Abstract

Human bone morphogenetic protein-2 (BMP2) plays an important role in the development of bone and cartilage, which functions as bone growth factor by interacting with its cognate type-I and type-II receptors (BMPR-I and BMPR-II) through conformational wrist epitope and linear knuckle epitope, respectively. Here, the intermolecular interaction between the BMP2 knuckle epitope and BMPR-II is investigated at structural level, from which a binding hotspot region is identified that is primarily responsible for the epitope recognition by BMPR-II. A KEH peptide covering the hotspot region exhibits a weak binding affinity (Kd = 78.6 ± 13.5 µM) to BMPR-II and a moderate osteogenic activity on human BMSCs (ALP = 135 ± 17% and 164 ± 21% at peptide concentrations 0.01 and 0.1 µg/ml, respectively). Quantitative structure-activity relationship (QSAR) is used to guide the rational optimization of KEH peptide. The strategy focuses on systematic design of the peptide’s non-key residues to derive a series of its promising mutants, which are then evaluated rigorously by using dynamics simulation and energetic analysis. Consequently, totally ten designed peptide mutants are tested in vitro at molecular and cellular levels; most of them are determined to exhibit an increased or comparable affinity/activity relative to the native KEH peptide and knuckle epitope. In particular, the KEH-p7 peptide is found to have a satisfactory profile with Kd = 9.6 ± 1.2 µM and ALP = 178 ± 24% and 235 ± 32% at peptide concentrations 0.01 and 0.1 µg/ml, respectively. Structural analysis reveals a complicated noncovalent network of hydrogen bonds, hydrophobic forces and stacking interactions across the complex interface of BMPR-II with KEH-p7, conferring both stability and specificity to the receptor–peptide interaction.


Pictures aside, the data must be reproduced exactly.

-------- INFORMATION SHOWN --------

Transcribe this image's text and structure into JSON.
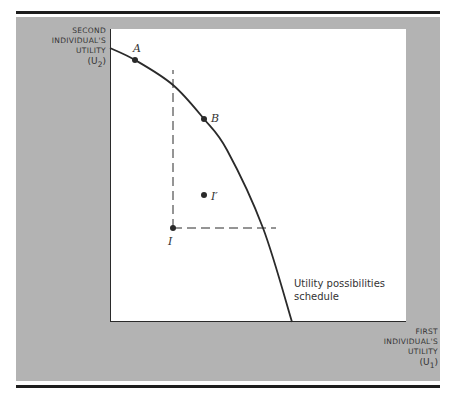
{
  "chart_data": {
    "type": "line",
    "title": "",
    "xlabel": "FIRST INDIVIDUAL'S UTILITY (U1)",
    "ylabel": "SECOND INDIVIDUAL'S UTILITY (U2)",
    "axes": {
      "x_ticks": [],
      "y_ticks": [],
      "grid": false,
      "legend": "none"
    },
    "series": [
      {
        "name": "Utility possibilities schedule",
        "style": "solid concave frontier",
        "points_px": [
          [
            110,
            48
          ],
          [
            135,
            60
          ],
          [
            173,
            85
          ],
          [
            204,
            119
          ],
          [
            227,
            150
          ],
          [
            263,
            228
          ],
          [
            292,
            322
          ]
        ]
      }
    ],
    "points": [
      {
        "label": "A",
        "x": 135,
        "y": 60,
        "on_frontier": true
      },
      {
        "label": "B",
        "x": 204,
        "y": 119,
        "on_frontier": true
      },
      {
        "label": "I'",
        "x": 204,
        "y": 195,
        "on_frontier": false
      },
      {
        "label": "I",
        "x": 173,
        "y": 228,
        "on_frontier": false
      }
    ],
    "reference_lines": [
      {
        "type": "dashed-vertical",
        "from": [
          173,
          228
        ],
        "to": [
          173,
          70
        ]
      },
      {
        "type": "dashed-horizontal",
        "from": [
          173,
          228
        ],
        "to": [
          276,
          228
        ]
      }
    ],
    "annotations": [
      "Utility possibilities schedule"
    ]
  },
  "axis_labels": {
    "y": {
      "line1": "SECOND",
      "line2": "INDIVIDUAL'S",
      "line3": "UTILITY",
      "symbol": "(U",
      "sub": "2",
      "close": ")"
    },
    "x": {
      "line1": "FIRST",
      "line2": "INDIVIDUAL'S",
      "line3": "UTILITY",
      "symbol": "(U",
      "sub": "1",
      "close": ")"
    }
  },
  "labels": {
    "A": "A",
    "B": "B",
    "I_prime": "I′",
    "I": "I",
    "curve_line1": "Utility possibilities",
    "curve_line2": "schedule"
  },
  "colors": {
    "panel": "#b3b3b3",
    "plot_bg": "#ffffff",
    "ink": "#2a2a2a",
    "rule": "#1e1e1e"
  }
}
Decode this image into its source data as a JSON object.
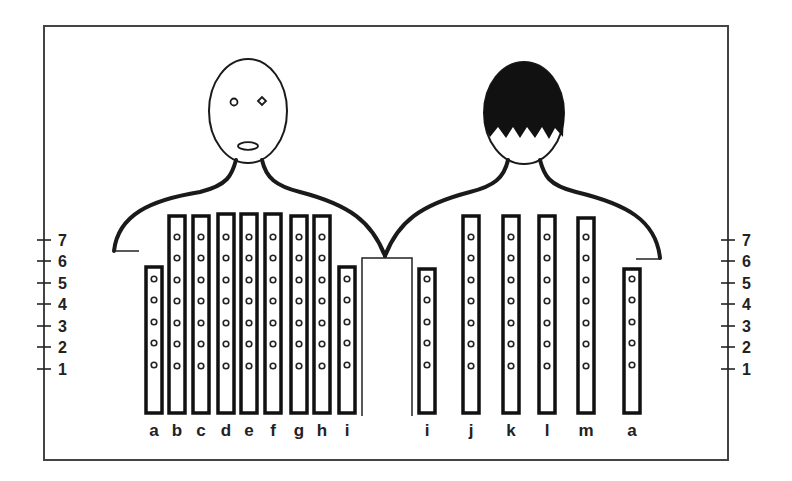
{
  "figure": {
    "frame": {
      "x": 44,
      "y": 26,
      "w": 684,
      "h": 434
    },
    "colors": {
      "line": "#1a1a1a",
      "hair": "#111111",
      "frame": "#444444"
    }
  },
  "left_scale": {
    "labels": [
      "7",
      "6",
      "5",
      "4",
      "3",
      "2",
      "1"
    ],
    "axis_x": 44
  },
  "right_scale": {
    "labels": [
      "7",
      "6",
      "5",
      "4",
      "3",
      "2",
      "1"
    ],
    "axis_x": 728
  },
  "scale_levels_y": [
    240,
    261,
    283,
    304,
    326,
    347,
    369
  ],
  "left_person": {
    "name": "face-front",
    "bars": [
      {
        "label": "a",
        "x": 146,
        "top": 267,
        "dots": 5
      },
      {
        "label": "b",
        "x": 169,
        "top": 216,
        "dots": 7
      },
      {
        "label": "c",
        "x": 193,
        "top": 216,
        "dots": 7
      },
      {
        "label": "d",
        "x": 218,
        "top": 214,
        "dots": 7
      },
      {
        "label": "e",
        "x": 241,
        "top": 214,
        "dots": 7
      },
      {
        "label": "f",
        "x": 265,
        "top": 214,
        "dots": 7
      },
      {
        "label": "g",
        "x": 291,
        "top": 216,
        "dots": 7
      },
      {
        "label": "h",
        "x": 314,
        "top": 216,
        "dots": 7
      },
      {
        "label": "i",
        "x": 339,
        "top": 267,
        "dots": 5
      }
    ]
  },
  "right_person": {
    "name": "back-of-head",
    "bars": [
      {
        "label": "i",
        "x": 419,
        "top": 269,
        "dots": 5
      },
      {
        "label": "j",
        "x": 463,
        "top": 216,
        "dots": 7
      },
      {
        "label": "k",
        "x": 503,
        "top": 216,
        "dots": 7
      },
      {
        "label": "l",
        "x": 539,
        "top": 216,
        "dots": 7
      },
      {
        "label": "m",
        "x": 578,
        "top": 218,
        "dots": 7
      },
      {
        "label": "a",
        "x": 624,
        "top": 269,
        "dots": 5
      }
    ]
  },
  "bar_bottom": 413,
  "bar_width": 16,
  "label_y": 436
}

--------

EXERCISE SOLUTION
Transcribe this image's text and structure into JSON.
{
  "chart_data": {
    "type": "line",
    "title": "",
    "xlabel": "FIRST INDIVIDUAL'S UTILITY (U1)",
    "ylabel": "SECOND INDIVIDUAL'S UTILITY (U2)",
    "axes": {
      "x_ticks": [],
      "y_ticks": [],
      "grid": false,
      "legend": "none"
    },
    "series": [
      {
        "name": "Utility possibilities schedule",
        "style": "solid concave frontier",
        "points_px": [
          [
            110,
            48
          ],
          [
            135,
            60
          ],
          [
            173,
            85
          ],
          [
            204,
            119
          ],
          [
            227,
            150
          ],
          [
            263,
            228
          ],
          [
            292,
            322
          ]
        ]
      }
    ],
    "points": [
      {
        "label": "A",
        "x": 135,
        "y": 60,
        "on_frontier": true
      },
      {
        "label": "B",
        "x": 204,
        "y": 119,
        "on_frontier": true
      },
      {
        "label": "I'",
        "x": 204,
        "y": 195,
        "on_frontier": false
      },
      {
        "label": "I",
        "x": 173,
        "y": 228,
        "on_frontier": false
      }
    ],
    "reference_lines": [
      {
        "type": "dashed-vertical",
        "from": [
          173,
          228
        ],
        "to": [
          173,
          70
        ]
      },
      {
        "type": "dashed-horizontal",
        "from": [
          173,
          228
        ],
        "to": [
          276,
          228
        ]
      }
    ],
    "annotations": [
      "Utility possibilities schedule"
    ]
  },
  "axis_labels": {
    "y": {
      "line1": "SECOND",
      "line2": "INDIVIDUAL'S",
      "line3": "UTILITY",
      "symbol": "(U",
      "sub": "2",
      "close": ")"
    },
    "x": {
      "line1": "FIRST",
      "line2": "INDIVIDUAL'S",
      "line3": "UTILITY",
      "symbol": "(U",
      "sub": "1",
      "close": ")"
    }
  },
  "labels": {
    "A": "A",
    "B": "B",
    "I_prime": "I′",
    "I": "I",
    "curve_line1": "Utility possibilities",
    "curve_line2": "schedule"
  },
  "colors": {
    "panel": "#b3b3b3",
    "plot_bg": "#ffffff",
    "ink": "#2a2a2a",
    "rule": "#1e1e1e"
  }
}
Decode this image into its source data as a JSON object.
{
  "figure": {
    "frame": {
      "x": 44,
      "y": 26,
      "w": 684,
      "h": 434
    },
    "colors": {
      "line": "#1a1a1a",
      "hair": "#111111",
      "frame": "#444444"
    }
  },
  "left_scale": {
    "labels": [
      "7",
      "6",
      "5",
      "4",
      "3",
      "2",
      "1"
    ],
    "axis_x": 44
  },
  "right_scale": {
    "labels": [
      "7",
      "6",
      "5",
      "4",
      "3",
      "2",
      "1"
    ],
    "axis_x": 728
  },
  "scale_levels_y": [
    240,
    261,
    283,
    304,
    326,
    347,
    369
  ],
  "left_person": {
    "name": "face-front",
    "bars": [
      {
        "label": "a",
        "x": 146,
        "top": 267,
        "dots": 5
      },
      {
        "label": "b",
        "x": 169,
        "top": 216,
        "dots": 7
      },
      {
        "label": "c",
        "x": 193,
        "top": 216,
        "dots": 7
      },
      {
        "label": "d",
        "x": 218,
        "top": 214,
        "dots": 7
      },
      {
        "label": "e",
        "x": 241,
        "top": 214,
        "dots": 7
      },
      {
        "label": "f",
        "x": 265,
        "top": 214,
        "dots": 7
      },
      {
        "label": "g",
        "x": 291,
        "top": 216,
        "dots": 7
      },
      {
        "label": "h",
        "x": 314,
        "top": 216,
        "dots": 7
      },
      {
        "label": "i",
        "x": 339,
        "top": 267,
        "dots": 5
      }
    ]
  },
  "right_person": {
    "name": "back-of-head",
    "bars": [
      {
        "label": "i",
        "x": 419,
        "top": 269,
        "dots": 5
      },
      {
        "label": "j",
        "x": 463,
        "top": 216,
        "dots": 7
      },
      {
        "label": "k",
        "x": 503,
        "top": 216,
        "dots": 7
      },
      {
        "label": "l",
        "x": 539,
        "top": 216,
        "dots": 7
      },
      {
        "label": "m",
        "x": 578,
        "top": 218,
        "dots": 7
      },
      {
        "label": "a",
        "x": 624,
        "top": 269,
        "dots": 5
      }
    ]
  },
  "bar_bottom": 413,
  "bar_width": 16,
  "label_y": 436
}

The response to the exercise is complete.